These were important intelligence tidbits, but she could not report them to Langley for lack of functioning SRAC equipment. Last weekend, she had buried the SRAC gear damaged in the fight with the street toughs in a hole in Vorontsovsky Park, ten kilometers outside the ring road southeast of Moscow, on the forested grounds of the abandoned eighteenth-century neo-Renaissance Vorontsov-Dashkov Manor. It would be decades before the excavations for the high-rise developments inexorably spreading out from Moscow would reach this far, and by then the city might well be renamed Putingrad, with homeless zombies roaming the dystopian suburbs. By then she hoped she would be lying on a sun-drenched veranda somewhere tropical, sipping rum while Nate painted her toenails Island Pink and, maybe, she dreamed, with a little girl at their feet chattering to her dolls in Russian and English. Would my children be synesthetes? What would Nate say after all these years of keeping the secret? Would we be happy together? Will it ever happen?

Dominika instead minutely printed her report in pencil on both sides of two sheets of water-soluble paper—it would dissolve to mush instantly on contact with liquid—and rolled the sheets into a tight tube. She unscrewed the bottom of a clunky Russian Pukat-brand thermos bottle and slid the paper into the narrow space between the interior glass vacuum chamber and the plastic outer case. In an emergency, throwing or whacking the thermos against a hard surface would shatter the inner-glass chamber, flooding the space between the outer shell, rendering the paper the consistency of ovsyanaya kasha, Russian oatmeal. If you had to use this prehistoric destruction device (Nate had showed it to her in Finland), you already were probably stopped at the roadblock about to be carted off, but it was effective. The personal meet was in two days, and pray God they’re sending someone smart. She fantasized it would be Nate coming out of the shadows to wrap her up and kiss her forever in the fog-shrouded woods.

Then the inevitable courtly call from Gorelikov, welcome back, congratulations on the meet with SUSAN, and the president would see them this afternoon at his Novo-Ogaryovo residence outside Moscow in the Odintsovo District on the Rublyovo-Uspenskoye Highway. The yellow mansion, nestled among pines, with its classical peaked façade and four Corinthian columns, seemed small and modest when compared with the regal apartments of the Kremlin. They were shown into a living room of pale blue with peach-colored satin curtains, sat at a small antique table, and listened to a clock ticking from a corner bookcase across the room. Anton Gorelikov was stylish as usual, in a tailored dark suit and starched tape-stripe shirt. Delicate ceramic cuff links in blue and green showed at his sleeves. The blue halo about his head and shoulders was like a diadem, and glowed in exultation.

They were served tea in elegant podstakanniki glasses emblazoned with the double-headed eagle of the new Russian Federation, ironically similar to the bygone imperial eagle of the Romanovs and the tsar. Plus ça change, plus c’est la même chose, thought Dominika, The more things change, the more they stay the same. A young aide in a light-blue suit stood against the wall near the door, eerily blending into the blue paneling like some color-adaptive rain forest lizard, so that only his face was visible and seemed to be floating in the air. Dominika reflected that disembodied heads floating in the air seemed normal in a Putin residence.

The little gold and ormolu clock chimed eleven, and at that instant the door opened and the president walked in. How does he do that? thought Dominika. Was he outside the door, hand on the knob, waiting for that infernal clock to chime? Or was the clock connected to an unseen power source and made to chime as the president entered?

Vladimir Putin was, as ever, dressed in a navy suit, white shirt, and trademark aquamarine tie. His blue halo likewise was pulsing with energy. Why shouldn’t it be? He had consolidated his hold on Crimea and secured his Black Sea naval base; the rearguard action in Eastern Ukraine kept Kiev off balance; alliances with Damascus and Tehran were paying dividends politically, and he was a major player once again in the Great Game. Oil. Munitions. Uranium (ROSATOM even owned 20 percent of America’s mined uranium). And there was more.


▸ YOUR OBJECTIVE
Each record in the material below must be written out again exactly.

▸ SUPPLIED DATA
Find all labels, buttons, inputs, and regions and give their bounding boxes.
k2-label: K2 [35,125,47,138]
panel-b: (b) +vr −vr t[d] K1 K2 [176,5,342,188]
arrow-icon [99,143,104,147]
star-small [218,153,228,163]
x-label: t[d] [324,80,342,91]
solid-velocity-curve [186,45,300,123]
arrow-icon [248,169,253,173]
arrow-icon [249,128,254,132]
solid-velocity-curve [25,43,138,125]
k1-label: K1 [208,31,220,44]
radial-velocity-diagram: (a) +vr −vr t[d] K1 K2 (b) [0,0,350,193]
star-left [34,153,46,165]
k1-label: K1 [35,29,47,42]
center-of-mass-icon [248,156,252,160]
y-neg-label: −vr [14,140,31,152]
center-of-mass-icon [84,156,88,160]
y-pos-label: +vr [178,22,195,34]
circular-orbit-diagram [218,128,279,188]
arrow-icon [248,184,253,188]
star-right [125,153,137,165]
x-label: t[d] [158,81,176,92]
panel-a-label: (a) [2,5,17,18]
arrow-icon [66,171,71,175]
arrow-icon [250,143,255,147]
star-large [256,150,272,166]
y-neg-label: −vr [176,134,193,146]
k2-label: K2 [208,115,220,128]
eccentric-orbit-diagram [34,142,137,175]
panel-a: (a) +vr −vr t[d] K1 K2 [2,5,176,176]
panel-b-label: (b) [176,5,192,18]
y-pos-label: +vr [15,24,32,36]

▸ WRITTEN REPLY
Find all labels, buttons, inputs, and regions and give their bounding boxes.
k2-label: K2 [35,125,47,138]
panel-b: (b) +vr −vr t[d] K1 K2 [176,5,342,188]
arrow-icon [99,143,104,147]
star-small [218,153,228,163]
x-label: t[d] [324,80,342,91]
solid-velocity-curve [186,45,300,123]
arrow-icon [248,169,253,173]
arrow-icon [249,128,254,132]
solid-velocity-curve [25,43,138,125]
k1-label: K1 [208,31,220,44]
radial-velocity-diagram: (a) +vr −vr t[d] K1 K2 (b) [0,0,350,193]
star-left [34,153,46,165]
k1-label: K1 [35,29,47,42]
center-of-mass-icon [248,156,252,160]
y-neg-label: −vr [14,140,31,152]
center-of-mass-icon [84,156,88,160]
y-pos-label: +vr [178,22,195,34]
circular-orbit-diagram [218,128,279,188]
arrow-icon [248,184,253,188]
star-right [125,153,137,165]
x-label: t[d] [158,81,176,92]
panel-a-label: (a) [2,5,17,18]
arrow-icon [66,171,71,175]
arrow-icon [250,143,255,147]
star-large [256,150,272,166]
y-neg-label: −vr [176,134,193,146]
k2-label: K2 [208,115,220,128]
eccentric-orbit-diagram [34,142,137,175]
panel-a: (a) +vr −vr t[d] K1 K2 [2,5,176,176]
panel-b-label: (b) [176,5,192,18]
y-pos-label: +vr [15,24,32,36]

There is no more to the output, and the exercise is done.